Top Challenges Consolidating to a Central Identity Management System
Organizations manage a wide variety of identities. These include employees, contractors, customers, partners, vendors and prospects. Most organizations have grown organically or through mergers. They find their identity management (IDM) infrastructure spread out across the enterprise.
Figure 1: Distributed User Identity
Distributed Identity is difficult to manage and audit. Applications cannot be shared across the enterprise since they depend on a specific IDM. Customer and Employee applications cannot be consolidated.
For these reasons, most enterprises wish to consolidate their user directories to a single Identity Management System.
Figure 2: Target Consolidated Identity Management
It is tempting to approach directory management as a “Big Bang” with the entire user and customer base consolidating at once. At AssureBridge, we have worked with many clients undergoing directory consolidations and have found they face difficult challenges including:
Each User Directory is Different
Since each directory was implemented separately, they all have different schemas and attributes. Customer directories in particular often have large amounts of customer profile information such as preferences, billing codes etc.
Security Restrictions
Regulations, like GDPR, often restrict personal information about employees and customers from being stored across borders.
Application Disruption
This is usually the number one objection to the Big Bang approach. Each application must be reworked to point to the new central directory, new user schema and new attributes. Converting all the applications at once is often not possible.
Consolidating everything to Active Directory is a problem
Active Directory (AD) is great for employee identity storage but not ideal for customer and prospect. In addition to licensing issues, most AD administrators do not wish to endanger the corporation by “polluting” the directory with all the extra fields and attributes required to support customers.
Consolidating everything to something other than Active Directory is a problem
It’s tempting to move everyone to a commercial or open-source LDAP directory. These directories have great track records and usually don’t charge per-user licenses. However, for any Microsoft Windows™ shop, operating without an AD is a non-starter. Windows depends on AD for file shares, windows, basic user login and a host of other functions.
Due to these challenges, most directory migration/consolidation projects never get off the ground. Finding the budget to migrate all enterprise applications at once is next to impossible. Diverting business and IT resources away from mission critical projects to a directory “Big Bang” is not feasible.
At AssureBridge, we have found our clients who successfully migrate to a central directory use the following best practices:
Plan for a consolidated end state
Examine the attribute and schema requirements of all the existing directory (LDAP, Active Directory, Database) and determine a single consolidated schema that will support them all. LDAP is particularly good for this since it supports the concept of object type. Users can be classified into different types (e.g. customer, partner, executive, prospect, etc.) with each type having a unique supporting set of fields.
Migrate Gradually
Move the applications over to the new consolidated structure one at a time. Often, business requirements drive the migrations. For example, an application may be replaced or upgraded, or an application that used to be employee-only now needs to service partners as well.
Don’t Choose Between LDAP and Active Directory
Choose both! They each have their place. AD is needed for any windows shop and is the system of record for employees. LDAP is great for storing large quantities of customers and prospects and doesn’t need to incur huge per-user license costs.
Leave sensitive employee data in its own region
Privacy laws protect sensitive data such as an employee’s home address or taxpayer ID. But most applications only need non-personal data such as a user ID and email to function. The consolidated directory does not need to hold sensitive personal data from around the world in order to function.
Don’t store users in multiple directories
It is very tempting to duplicate users into multiple directories. This allows them to use the associated applications. But, this causes redundant data and leads to serious audit and cleanup problems down the road. Instead, each user should reside in only one directory for its system of record. If the user needs to be in another directory as well, use one-way, read-only replication.
Replication to a Central Directory (User Mart)
To facilitate gradual migration, our clients have placed an LDAP directory in front of each of the existing, legacy directories. Initially, the user mart is a consolidated, read-only directory. It contains the contents of all the other directories, converted to the new standard user schema.
Updates are only made to the legacy directories but then are replicated in near-real time to the user mart. This replications “normalizes” the user information from each directory into the new standard format. The applications that need combined data are gradually migrated to point to the central user mart directory. Passwords are still kept in the back-end directories but accessed via pass-through authentication when logging in via the user mart.
Figure 3: User Mart Migration in Progress
Eventually, after all applications are pointing to the new user mart, the legacy directories and customer database are retired. The user mart becomes the read/write system of record for all non-employee users. Active Directory houses only employees and remains the single source of employee data. The user mart can still support employee login by holding a minimal set of employee info and using pass-through authentication.
Figure 4: End state consolidation
By using a staged, migration strategy. Our clients have been able to achieve directory consolidation over time without getting stymied by the giant hurdle of big-bang consolidation.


• **TASK DESCRIPTION**:
Each line below that includes the word "label" is to be reported.

• **INPUT DATA**:
● ● ● ● ●
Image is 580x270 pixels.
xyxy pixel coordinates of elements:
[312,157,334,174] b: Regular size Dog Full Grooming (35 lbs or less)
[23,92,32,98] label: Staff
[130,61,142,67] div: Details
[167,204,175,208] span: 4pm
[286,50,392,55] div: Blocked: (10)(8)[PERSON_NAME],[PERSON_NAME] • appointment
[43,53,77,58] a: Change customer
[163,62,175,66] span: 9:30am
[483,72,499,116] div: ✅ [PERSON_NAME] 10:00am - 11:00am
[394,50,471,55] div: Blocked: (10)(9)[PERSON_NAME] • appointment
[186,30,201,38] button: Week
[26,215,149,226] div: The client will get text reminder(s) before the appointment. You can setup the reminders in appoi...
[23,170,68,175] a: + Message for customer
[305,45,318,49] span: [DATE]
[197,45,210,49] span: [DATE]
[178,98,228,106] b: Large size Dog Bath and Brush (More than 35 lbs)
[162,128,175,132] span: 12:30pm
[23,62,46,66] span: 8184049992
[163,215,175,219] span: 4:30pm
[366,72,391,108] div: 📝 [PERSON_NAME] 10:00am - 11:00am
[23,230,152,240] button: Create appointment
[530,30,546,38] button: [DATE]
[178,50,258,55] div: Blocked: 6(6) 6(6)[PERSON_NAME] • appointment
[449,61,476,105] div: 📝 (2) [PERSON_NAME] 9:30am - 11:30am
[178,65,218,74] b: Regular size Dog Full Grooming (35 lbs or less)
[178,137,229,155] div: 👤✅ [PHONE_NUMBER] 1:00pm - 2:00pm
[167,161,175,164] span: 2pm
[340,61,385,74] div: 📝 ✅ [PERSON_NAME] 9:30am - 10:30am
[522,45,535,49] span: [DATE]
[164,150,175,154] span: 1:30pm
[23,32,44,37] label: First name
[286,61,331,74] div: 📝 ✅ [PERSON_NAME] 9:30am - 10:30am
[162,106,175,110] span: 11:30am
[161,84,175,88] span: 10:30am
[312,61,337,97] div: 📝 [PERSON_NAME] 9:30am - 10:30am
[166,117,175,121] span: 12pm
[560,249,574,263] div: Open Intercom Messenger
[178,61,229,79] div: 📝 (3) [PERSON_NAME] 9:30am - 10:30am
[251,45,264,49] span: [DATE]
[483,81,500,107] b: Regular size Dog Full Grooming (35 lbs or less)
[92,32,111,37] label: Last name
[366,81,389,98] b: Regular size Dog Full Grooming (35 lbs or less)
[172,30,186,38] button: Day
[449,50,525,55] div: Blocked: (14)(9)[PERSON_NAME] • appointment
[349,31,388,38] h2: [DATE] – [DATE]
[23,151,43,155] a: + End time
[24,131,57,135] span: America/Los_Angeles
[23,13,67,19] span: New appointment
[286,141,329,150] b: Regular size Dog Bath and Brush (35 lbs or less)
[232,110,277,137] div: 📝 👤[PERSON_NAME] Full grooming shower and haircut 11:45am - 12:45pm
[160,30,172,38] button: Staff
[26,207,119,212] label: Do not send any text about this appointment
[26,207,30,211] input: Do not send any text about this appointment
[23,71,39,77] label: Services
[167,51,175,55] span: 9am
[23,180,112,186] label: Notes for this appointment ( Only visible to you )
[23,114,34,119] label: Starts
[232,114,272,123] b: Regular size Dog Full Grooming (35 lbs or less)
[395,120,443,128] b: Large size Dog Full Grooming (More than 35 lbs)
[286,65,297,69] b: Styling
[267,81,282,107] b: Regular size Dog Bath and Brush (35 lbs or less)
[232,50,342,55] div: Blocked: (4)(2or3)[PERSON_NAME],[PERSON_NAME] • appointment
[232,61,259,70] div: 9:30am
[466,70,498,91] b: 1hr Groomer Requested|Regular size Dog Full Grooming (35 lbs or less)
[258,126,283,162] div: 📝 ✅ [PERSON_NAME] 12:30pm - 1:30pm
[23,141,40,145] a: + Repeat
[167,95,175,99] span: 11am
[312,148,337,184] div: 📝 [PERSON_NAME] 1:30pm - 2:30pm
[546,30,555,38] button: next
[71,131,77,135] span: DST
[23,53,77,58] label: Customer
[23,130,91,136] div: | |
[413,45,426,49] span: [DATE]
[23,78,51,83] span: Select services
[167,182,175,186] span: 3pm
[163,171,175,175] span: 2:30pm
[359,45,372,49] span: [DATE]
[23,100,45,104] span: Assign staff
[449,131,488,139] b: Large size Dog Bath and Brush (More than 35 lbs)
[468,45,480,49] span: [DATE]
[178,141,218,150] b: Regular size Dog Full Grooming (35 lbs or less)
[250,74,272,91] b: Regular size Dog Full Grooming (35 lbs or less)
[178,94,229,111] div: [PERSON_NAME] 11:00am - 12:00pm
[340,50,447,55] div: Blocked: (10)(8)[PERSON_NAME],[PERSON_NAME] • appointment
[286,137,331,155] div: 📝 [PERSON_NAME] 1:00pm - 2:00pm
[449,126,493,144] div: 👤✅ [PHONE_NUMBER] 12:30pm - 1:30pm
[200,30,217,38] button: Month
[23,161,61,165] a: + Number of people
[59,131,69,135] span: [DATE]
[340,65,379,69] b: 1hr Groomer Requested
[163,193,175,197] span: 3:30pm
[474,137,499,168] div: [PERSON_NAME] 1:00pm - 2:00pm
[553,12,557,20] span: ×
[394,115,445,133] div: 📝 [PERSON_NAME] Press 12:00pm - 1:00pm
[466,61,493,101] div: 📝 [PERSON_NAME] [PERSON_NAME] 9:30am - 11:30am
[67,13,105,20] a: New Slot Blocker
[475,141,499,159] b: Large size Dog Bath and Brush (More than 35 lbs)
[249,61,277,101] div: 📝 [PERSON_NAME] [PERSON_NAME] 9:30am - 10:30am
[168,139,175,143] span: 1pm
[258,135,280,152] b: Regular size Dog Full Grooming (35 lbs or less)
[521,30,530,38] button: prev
● ● ● ● ●
• **ANSWER BELOW**:
[23,92,32,98] label: Staff
[23,32,44,37] label: First name
[92,32,111,37] label: Last name
[26,207,119,212] label: Do not send any text about this appointment
[23,71,39,77] label: Services
[23,180,112,186] label: Notes for this appointment ( Only visible to you )
[23,114,34,119] label: Starts
[23,53,77,58] label: Customer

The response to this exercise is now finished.